Bragi looked down at his delicate hands, smiling slightly to find that they were as good as new — quite symbolic of the encounter turning from calamitous to kind, from frightening to fine. Yes... this would all be fine. But when Bragi looked up from his hands, it was to see both men suddenly aghast with some new calamity.
His slate blue eyes glanced between the two, alarmed by the similarities in their expressions. For a moment they both seemed pensively distant, and then... tortured. Bragi inhaled softly as finally the clouds parted and he saw the light.
It was perfectly reasonable that naive Bragi might come to another woefully wrong conclusion here: he might surmise that they were not married and that was the problem. And oh maybe the scandal of an extramarital affair had some part to play, but the true ache was far grander — they were both men, and the world would not let them marry. Bragi silently, vitally acknowledged that the fact that he'd never heard of same-sex marriage was not about rarity; it was about intolerance.
Bragi absentmindedly took Galahad's reins again, holding them loosely in one hand, as if for support. Much like Mr Sterling's descent onto a hay-bale granted him more steadiness.
A pause, and then — "I shan't tell a soul". As he addressed this to both men, his voice was steadier than it had been all evening. "I just... I just..." the steadiness was gone as he asked helplessly: "Is there no way to persuade Society that it is in fact acceptable?"
Up until now, Bragi had been entirely unquestioning of what Society deemed right and proper. But what fool had come up with this rule?
Somebody who'd never read a romance in their life.
His slate blue eyes glanced between the two, alarmed by the similarities in their expressions. For a moment they both seemed pensively distant, and then... tortured. Bragi inhaled softly as finally the clouds parted and he saw the light.

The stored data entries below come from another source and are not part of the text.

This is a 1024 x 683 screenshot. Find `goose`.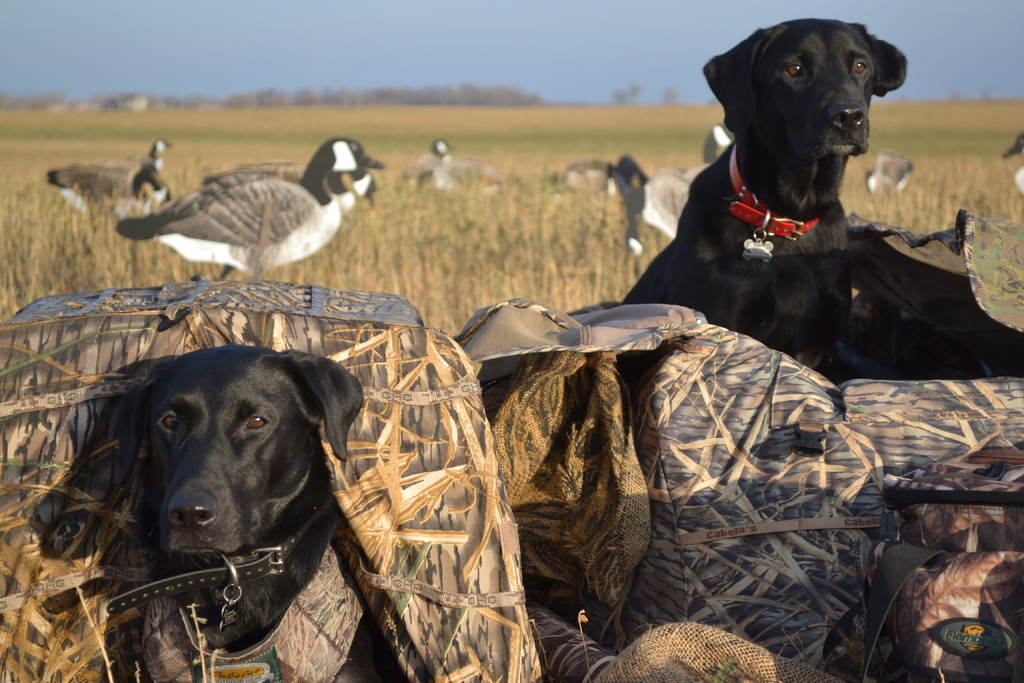
Bounding box: x1=115, y1=139, x2=385, y2=281.
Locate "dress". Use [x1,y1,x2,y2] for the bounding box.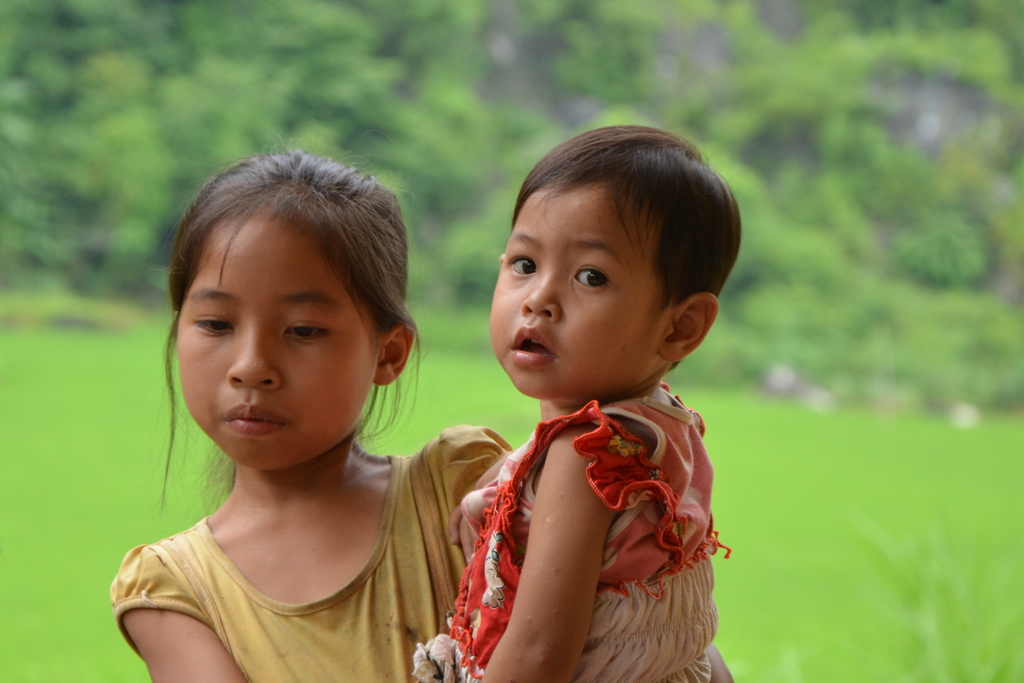
[408,381,729,682].
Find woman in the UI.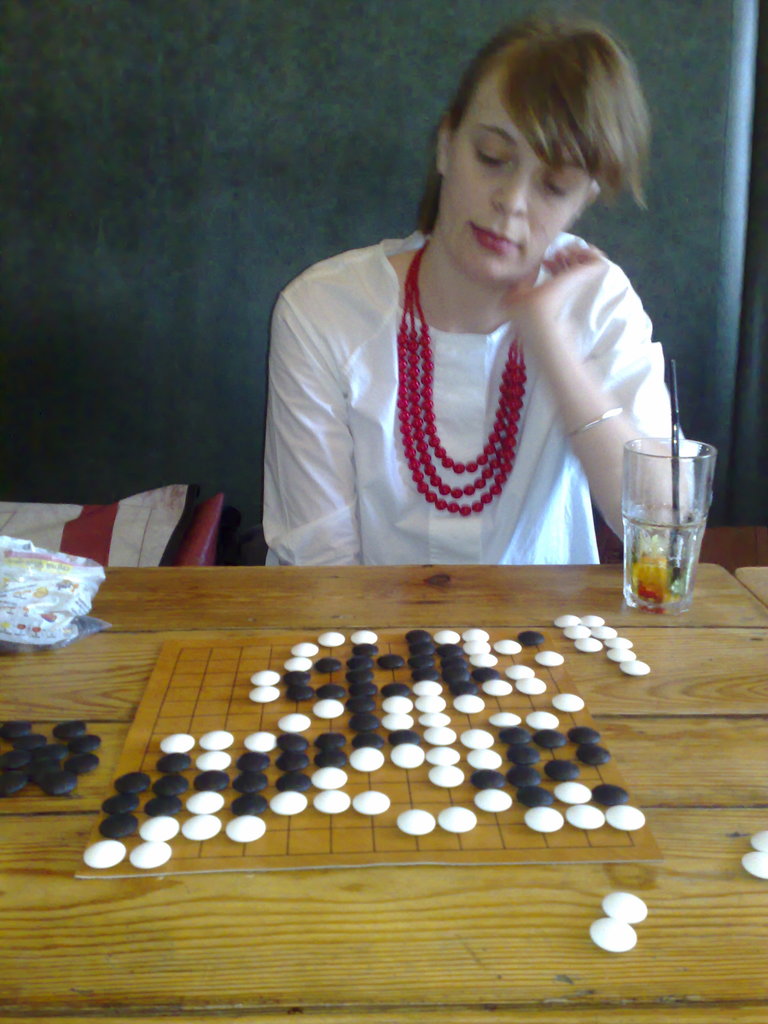
UI element at locate(258, 21, 728, 616).
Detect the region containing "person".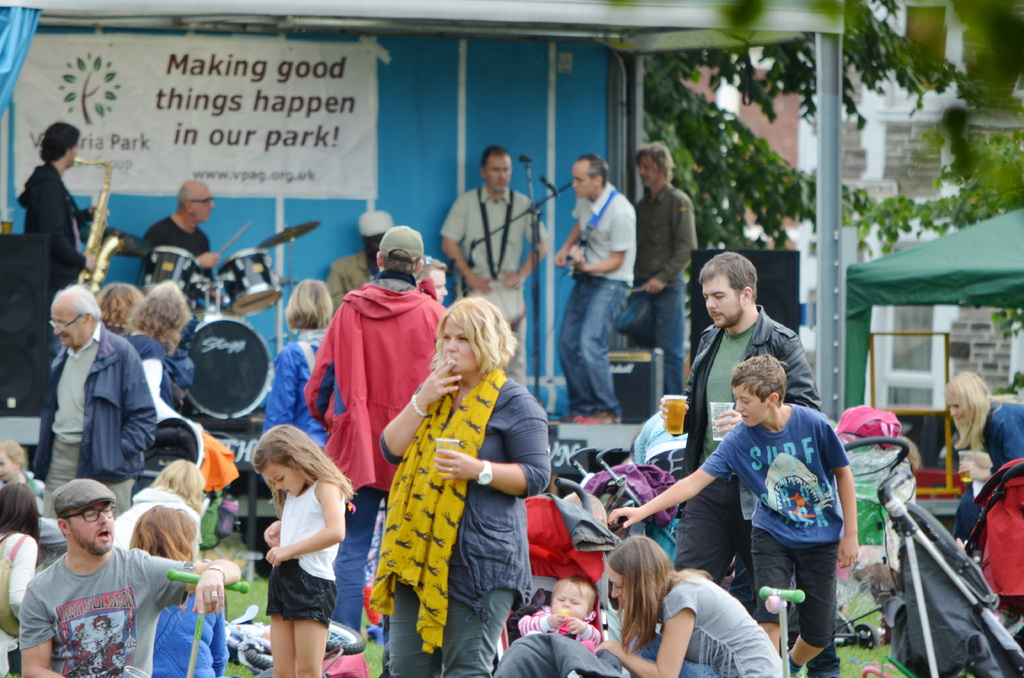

It was perfectly reasonable that naive Bragi might come to another woefully wrong conclusion here: he might surmise that they were not married and that was the problem. And oh maybe the scandal of an extramarital affair had some part to play, but the true ache was far grander — they were both men, and the world would not let them marry. Bragi silently, vitally acknowledged that the fact that he'd never heard of same-sex marriage was not about rarity; it was about intolerance.
Bragi absentmindedly took Galahad's reins again, holding them loosely in one hand, as if for support. Much like Mr Sterling's descent onto a hay-bale granted him more steadiness.
A pause, and then — "I shan't tell a soul". As he addressed this to both men, his voice was steadier than it had been all evening. "I just... I just..." the steadiness was gone as he asked helplessly: "Is there no way to persuade Society that it is in fact acceptable?"
Up until now, Bragi had been entirely unquestioning of what Society deemed right and proper. But what fool had come up with this rule?
Somebody who'd never read a romance in their life.